Welcoming the Graduate Division’s Newest Rosenberg-Hill Fellows

Each year, the Graduate Division Dean's Office benefits from the hard work of Rosenberg-Hill Fellows, who support the Division's administrative operations as well as conduct studies that will benefit graduate students and postdocs at UCSF for years to come. Past fellows have worked on projects like developing curricula for graduate studies courses, compiling and curating anti-racism resources, and contributing to other ongoing research projects in graduate education.

Rosenberg-Hill Fellows – drawn from PhD candidates in UCSF's social science doctoral programs – also benefit from working in the Graduate Division. In addition to the financial benefits of the fellowship, they gain meaningful experience in university administration at a research-intensive institution, which helps prepare them for academic careers.

In September, we were pleased to welcome two fellows to the Graduate Division Dean's Office team for the 2023-2024 academic year: Berty DC Arreguin and Kourtney Nham.

Berty DC ArreguinBerty DC Arreguin is a fifth-year doctoral candidate in the Sociology program, where her faculty mentor is Dr. Howard Pinderhughes. Berty is originally from Fresno, CA, and she attended Fresno State University as an undergrad, where she double-majored in Sociology and Chicano and Latin American Studies.

Berty’s dissertation research here at UCSF focuses on Latinx mothers living and coping with diabetes. She is conducting her research in three areas in California: The San Joaquin Central Valley where she grew up, the Los Angeles area, and the San Francisco Bay area, where she currently resides. Berty wants to understand the emotional journey that comes with living with diabetes, the bi-directional relationship between Latinx mothers and their adult children, the emotive experiences that may come up for them while living with diabetes, and to ascertain whether and how their emotive experiences may affect their motivation to manage their diabetes. She believes that conducting research on lived experiences in health and illness using a Sociology of Emotions approach and an intersectional lens can help illuminate how Latinx mothers experience the phenomenon of diabetes and how they and their families cope with it.

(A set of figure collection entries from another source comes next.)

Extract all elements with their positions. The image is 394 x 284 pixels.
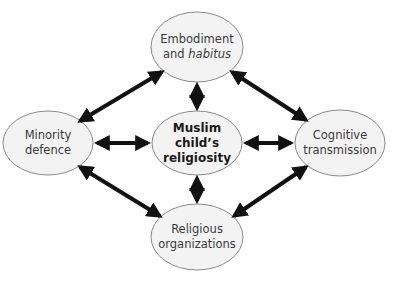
arrow-religious-cognitive: [234, 167, 306, 216]
node-embodiment-line2-prefix: and: [163, 47, 188, 61]
node-embodiment-label: Embodiment and habitus: [160, 32, 233, 62]
node-religious-line1: Religious: [171, 222, 223, 236]
node-center-line2: child’s: [175, 136, 219, 150]
arrow-religious-minority: [80, 167, 160, 216]
node-cognitive-line2: transmission: [303, 143, 376, 157]
node-minority-label: Minority defence: [25, 128, 72, 158]
node-embodiment-line1: Embodiment: [160, 32, 233, 46]
node-center-label: Muslim child’s religiosity: [163, 121, 231, 166]
arrow-embodiment-cognitive: [232, 72, 306, 120]
node-religious-label: Religious organizations: [158, 222, 236, 252]
node-minority-line2: defence: [25, 143, 71, 157]
node-embodiment-line2-italic: habitus: [188, 47, 231, 61]
node-center-line3: religiosity: [163, 151, 231, 165]
node-center-line1: Muslim: [173, 121, 221, 135]
node-minority-line1: Minority: [25, 128, 72, 142]
node-religious-line2: organizations: [158, 237, 236, 251]
node-cognitive-line1: Cognitive: [313, 128, 367, 142]
arrow-embodiment-minority: [80, 72, 162, 121]
node-cognitive-label: Cognitive transmission: [303, 128, 376, 158]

As a Rosenberg-Hill Fellow, Berty will support Dr. D’Anne Duncan and her team with various projects. She remarked, “I look forward to working on JEDI research projects with the JEDI team, and co-facilitating the GRAD 210 course with Dr. D’Anne Duncan!”

After completing her doctoral degree, Berty would like to continue conducting research on health inequalities and teach at a state university. When she’s not engaged in her research and academic work, Berty likes to travel, attend concerts, practice self-care, and be in community with family and friends.

Kourtney NhamKourtney Nham is a third-year doctoral candidate in the Sociology program, working with faculty mentor Dr. Janet Shim. She completed her undergrad at UCLA, where she majored in Human Biology and Society, with a minor in Asian American Studies.

Here at UCSF Kourtney’s research interest broadly centers on the relationship between militarism, imperialism, and health. For her dissertation, she aims to focus on toxic exposure and contamination on and around two former military bases in California – in particular, sites on these bases that have been reused/redeveloped in carceral capacities. In situating these sites in their material histories as well as attending to their reuses, they hope the project will provide insight into the longue durée of militarized state violence and the reproduction of multiple forms of toxicity and harm across spatial and temporal scales.

Kourtney will work with Graduate Dean Nicquet Blake as a Rosenberg-Hill Fellow, including support for the Responsible Conduct of Research course as well as carrying out event/program evaluation projects to strengthen Graduate Division's responsiveness to student feedback and needs. “I am also excited for the opportunity to think through how UCSF can better support and integrate social and population science students within the campus community,” remarked Kourtney.

In the future, Kourtney hopes to have a faculty or research position at an organization dedicated to advancing health equity. Outside of school and research, you can likely find Kourtney knitting or crocheting, reading in the park, or supporting decarceral and anti-deportation efforts at community organizations.

“We are excited to have Berty and Kourtney on our Graduate Division team as Rosenberg-Hill Fellows this year,” said Dean Blake. “We benefit from their insight as current students, as well as from their growing expertise as social scientists. I’m looking forward to what we can accomplish together in the months ahead with their help.”